Wednesday January 21 2026.

3 minute read

Water war of words must not come at the expense of building confidence.

Few would argue a new white paper for the water sector is not overdue. The performance of water utilities has long been in the spotlight and the Cunliffe review last year underlined the need for urgent reform.

The main aims: get water utilities delivering for customers and sort out regulation of the sector to better hold companies to account. 

Fast forward to now and we have a white paper that looks sets to deliver that shake-up: abolishing Ofwat in favour of a single, integrated regulator; installing a chief engineer; and introducing “MOT‑style” health checks on networks. On paper, it looks like the proactive, engineering‑led supervision the sector needs.

But the rhetoric accompanying these reforms sets a very different tone. Take this from the environment secretary, Emma Reynolds: 

“Tough oversight, real accountability, and no more excuses. Water companies will have nowhere to hide from poor performance, customers will get the service they deserve, and investors will see a system built for the future.”

Based on this language, it’s clear this is government’s  intent on driving change in the sector, but intervention is only half the story. Without a credible plan to rebuild confidence and trust, this agenda could falter precisely where it matters – investment. 

Ministers are pushing for tougher oversight, no‑notice inspections, and performance improvement, but this must be done in partnership with water utilities. Language that is too vitriolic or measures that are too punitive risk undermining the right conditions for investment. 

We cannot lose sight of that. Investment delivers projects, in turn delivering the service improvements that customers need, but it starts with creating the right conditions. A sector too berated by government does not look a sure bet for external investment, undermining the measures needed to restore public confidence and trust – the very aims of the reforms.

The white paper nods to this by proposing a shift from the current five‑year investment sprints to a 5/10/25‑year structure, giving contractors and investors visibility across longer cycles. That is welcome but must now be implemented faithfully, not as an aim that dissolves at the next price review.

Government has secured the headlines around tougher accountability. That stick must now be met with the carrot of creating stable market conditions and praising progress where it is made.

Intervention is necessary, but stability is indispensable. Deliver on both and I have confidence the water sector will rise to the challenge put before it. But fail on that and this once‑in‑a‑generation reset risks becoming just another plan that never left the page.

Feb 09, 2026

3 minute read

Elections focus: do the London borough elections spell trouble for Labour's future in the capital?

As we approach the most significant set of local and devolved elections in recent years, we’re taking a closer look across the regions and nations. Where are the races to watch? What are the key issues on doorsteps? What does all this mean for you and your sector?

Feb 05, 2026

3 minute read

From DNS to ICO: what’s changed for infrastructure planning in Wales?

Wales wants to be the fastest place in the UK to determine planning applications. With the Infrastructure (Wales) Act 2024 having come into force at the end of last year, the country is one step closer to realising this ambition.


→ Exercise requirements
Exactly reproduce the lines of the listing below from the one containing "Find the rectangle" through the one containing "aim at person.". Skip the images.

→ Supplied information
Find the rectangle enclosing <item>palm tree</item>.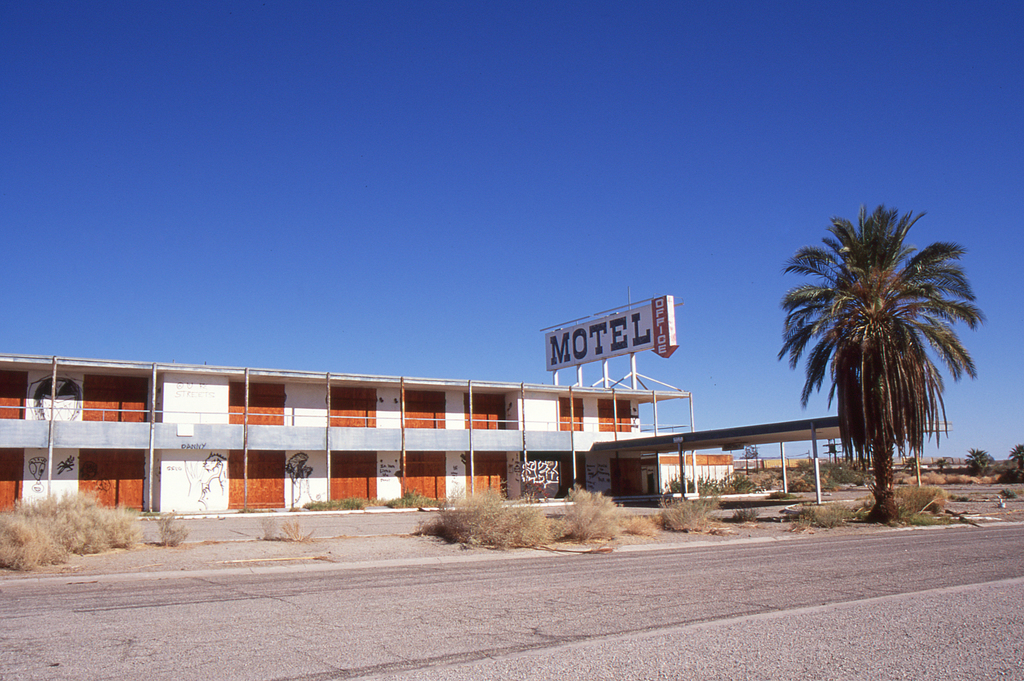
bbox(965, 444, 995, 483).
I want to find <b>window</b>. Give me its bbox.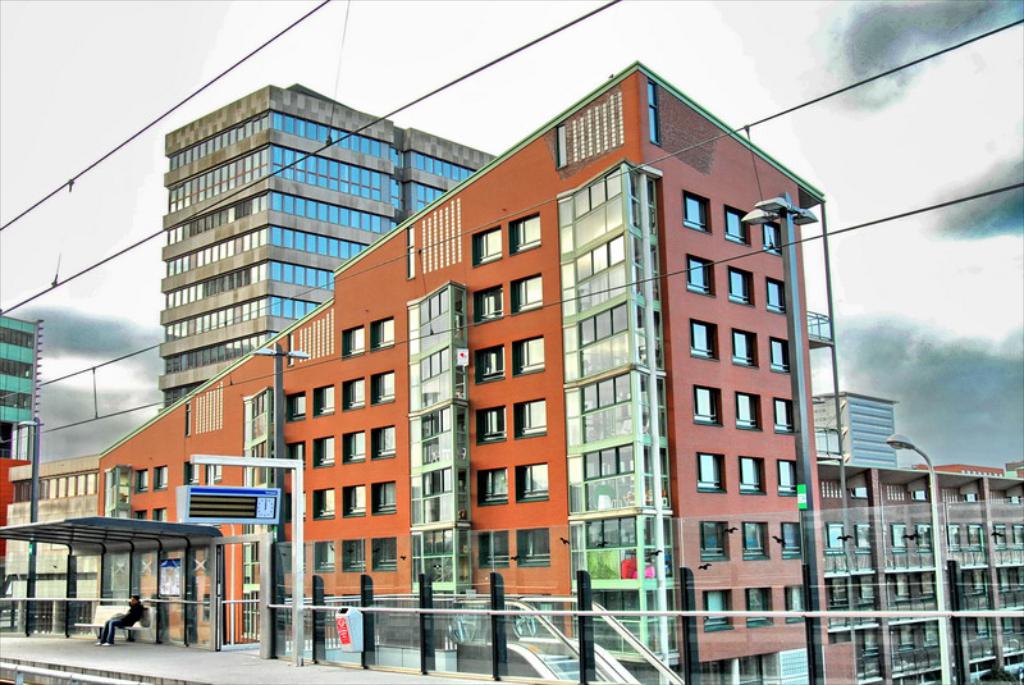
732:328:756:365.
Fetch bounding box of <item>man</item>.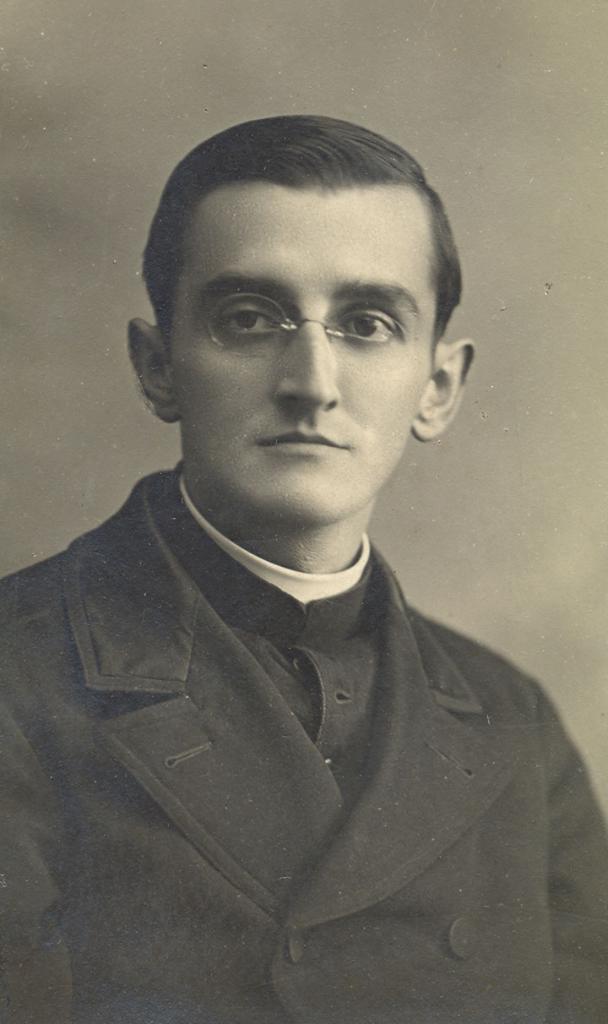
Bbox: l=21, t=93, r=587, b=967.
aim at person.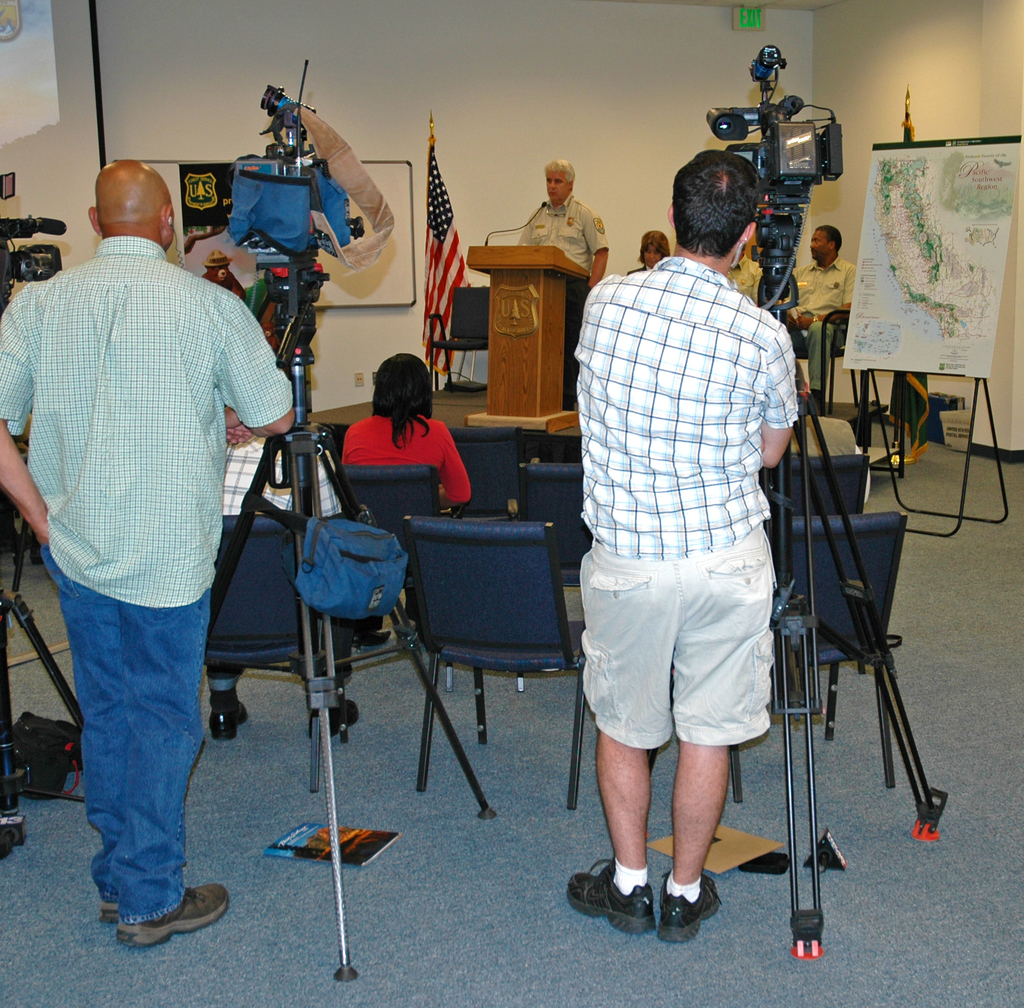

* * *

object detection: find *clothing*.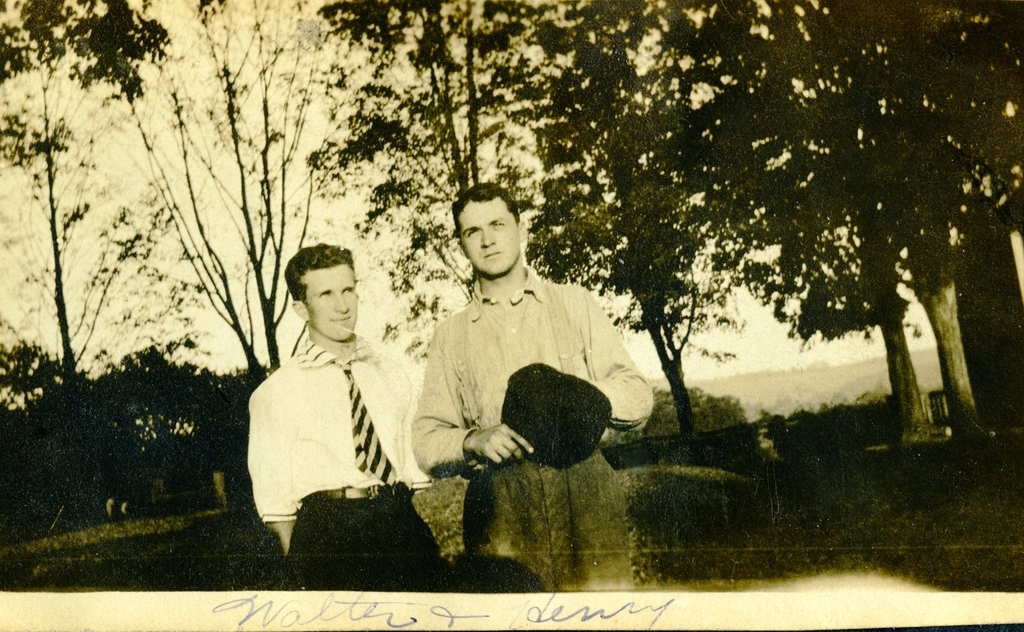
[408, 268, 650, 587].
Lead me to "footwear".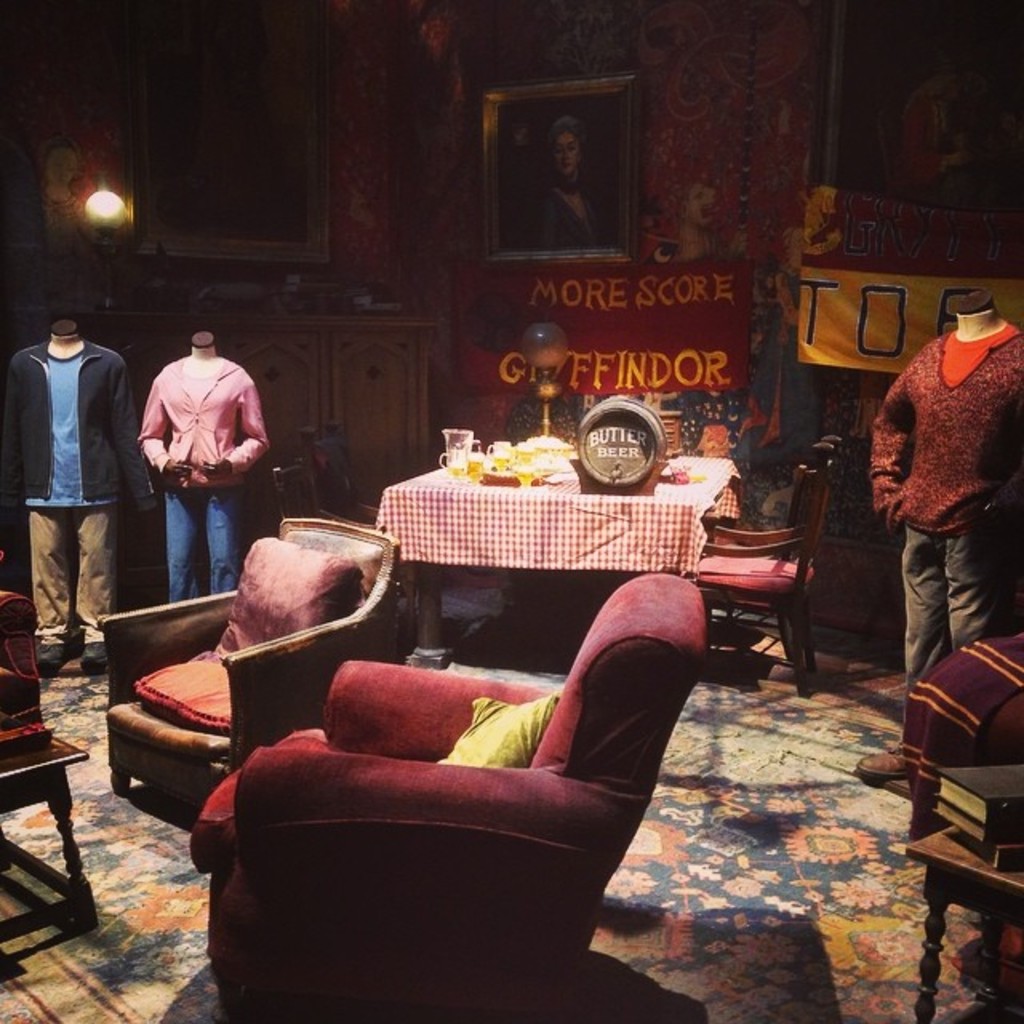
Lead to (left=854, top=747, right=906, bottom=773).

---

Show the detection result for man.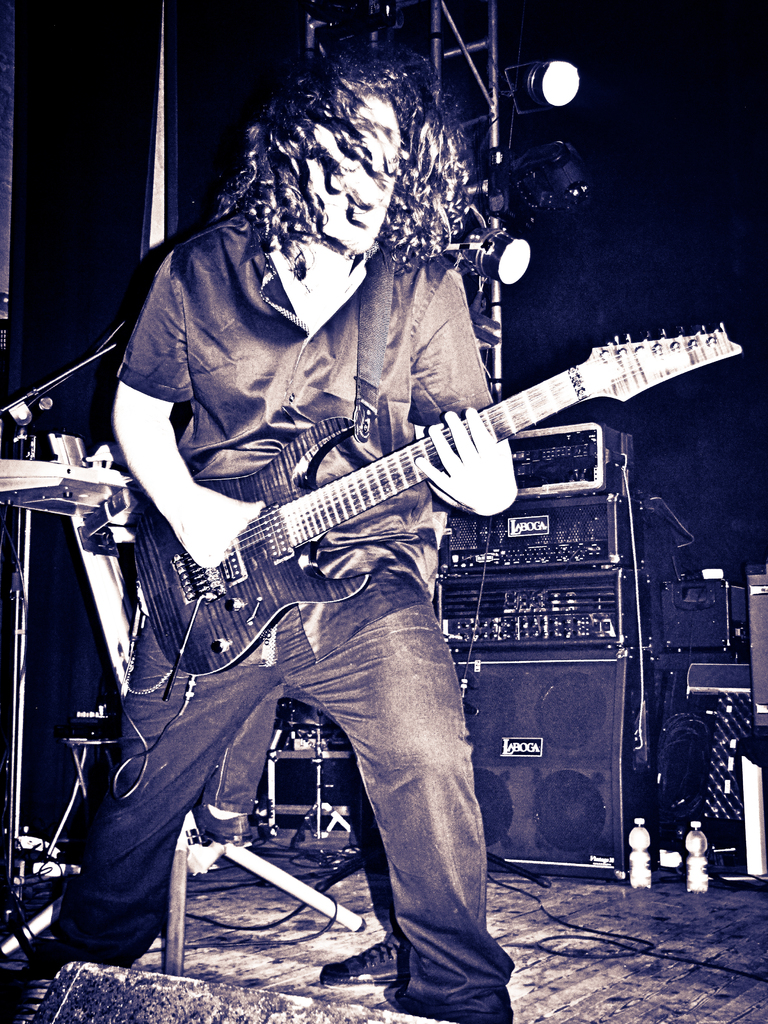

→ Exercise answer
Find the rectangle enclosing <item>palm tree</item>.
bbox(965, 444, 995, 483).
I want to find <b>window</b>. Give me its bbox.
732:328:756:365.
Fetch bounding box of <item>man</item>.
Bbox: l=21, t=93, r=587, b=967.
aim at person.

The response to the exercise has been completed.